Venezuela’s PDVSA Projects a Bad Year Ahead

Venezuela’s PDVSA Projects a Bad Year Ahead

Venezuelan state-run oil company PDVSA expects that 2017 will remain to be a challenging year with more economic hardship likely coming along its way. The company’s finances are negatively contributing to Venezuela’s overall economic downturn, which is taking toll on the country’s people. Many Venezuelans are forced to skip meals, inflation is staggering and lootings of grocery stores are commonplace. Some economists estimate that the country’s gross domestic product shrank by 10 percent in 2016.

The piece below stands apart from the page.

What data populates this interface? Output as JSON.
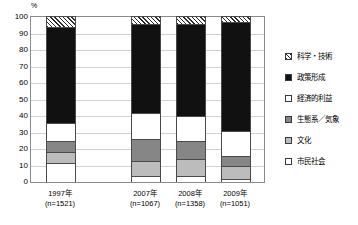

Between January and November last year, PDVSA saw an increase in oil production of about 5,000 from the 2.496 million barrels per day, which is more or less at 1993 output level. In 2017, PDVSA envisages that crude shipments to China will go up by 55 percent, likely due to the end of a grace period that both sides had negotiated. Oil exports to India are, however, forecasted to go down by 15.5 percent to 360,000 bpd. Unlike China, India pays for oil mostly in cash, so a decrease in shipments would likely worsen Venezuela’s financial situation and thus further harm the economy.

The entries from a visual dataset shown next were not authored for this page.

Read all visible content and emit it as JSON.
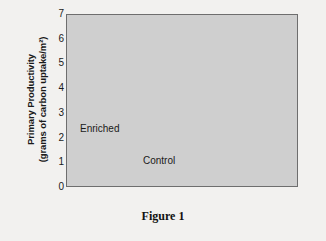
{
  "figure": {
    "caption": "Figure 1"
  },
  "chart_data": {
    "type": "line",
    "title": "",
    "xlabel": "",
    "ylabel": "Primary Productivity (grams of carbon uptake/m²)",
    "ylabel_line1": "Primary Productivity",
    "ylabel_line2": "(grams of carbon uptake/m²)",
    "xlim": [
      0,
      5
    ],
    "ylim": [
      0,
      7
    ],
    "grid": false,
    "legend_position": "inline-annotations",
    "plot_background": "#cfcfcf",
    "frame_color": "#6e6e6e",
    "categories": [
      "May",
      "June",
      "July",
      "August",
      "September"
    ],
    "xtick_labels": [
      "May",
      "June",
      "July",
      "August",
      "September"
    ],
    "ytick_labels": [
      "0",
      "1",
      "2",
      "3",
      "4",
      "5",
      "6",
      "7"
    ],
    "x_months": [
      "May",
      "June",
      "July",
      "August",
      "September"
    ],
    "series": [
      {
        "name": "Enriched",
        "color": "#1a1a1a",
        "width": 2.1,
        "x": [
          0.3,
          0.55,
          0.8,
          1.0,
          1.2,
          1.35,
          1.45,
          1.52,
          1.58,
          1.64,
          1.72,
          1.8,
          1.9,
          2.0,
          2.15,
          2.3,
          2.5,
          2.7,
          2.9,
          3.1,
          3.25,
          3.35,
          3.45,
          3.55,
          3.65,
          3.8,
          4.0,
          4.25,
          4.5,
          4.75,
          5.0
        ],
        "y": [
          1.15,
          1.22,
          1.4,
          1.62,
          2.0,
          2.45,
          2.95,
          3.55,
          4.25,
          4.9,
          5.2,
          5.28,
          5.28,
          5.32,
          5.6,
          5.85,
          6.05,
          6.15,
          6.18,
          6.18,
          6.17,
          6.14,
          6.05,
          5.8,
          5.3,
          4.55,
          3.8,
          3.05,
          2.5,
          2.05,
          1.65
        ]
      },
      {
        "name": "Control",
        "color": "#9a9a9a",
        "width": 2.1,
        "x": [
          0.3,
          0.6,
          0.9,
          1.15,
          1.4,
          1.65,
          1.9,
          2.1,
          2.3,
          2.5,
          2.7,
          2.85,
          3.0,
          3.15,
          3.3,
          3.5,
          3.7,
          3.9,
          4.1,
          4.25,
          4.35
        ],
        "y": [
          1.0,
          1.02,
          1.1,
          1.22,
          1.4,
          1.62,
          1.88,
          2.15,
          2.45,
          2.72,
          2.95,
          3.05,
          3.1,
          3.08,
          3.0,
          2.78,
          2.45,
          2.05,
          1.62,
          1.32,
          1.22
        ]
      }
    ],
    "annotations": [
      {
        "text": "Enriched",
        "series": "Enriched"
      },
      {
        "text": "Control",
        "series": "Control"
      }
    ]
  }
}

Venezuelan President Nicolas Maduro announced yesterday (15 January) that the country would circulate a new proposal to oil producers in a bid to prop up prices, without providing further details. “Venezuela, as of next week, will circulate a letter with a new proposal, a new formula for the stability of real and just prices so that it can be studied and debated by all the governments that have signed this deal,” he said in a speech. The Organization of the Petroleum Exporting Countries (OPEC) agreed at the end of November to curb production by 1.2 million barrels per day to 32.5 million bpd till end June 2017, in addition to 558,000 bpd of cuts agreed to by non-OPEC producers such as Russia, Oman and Mexico.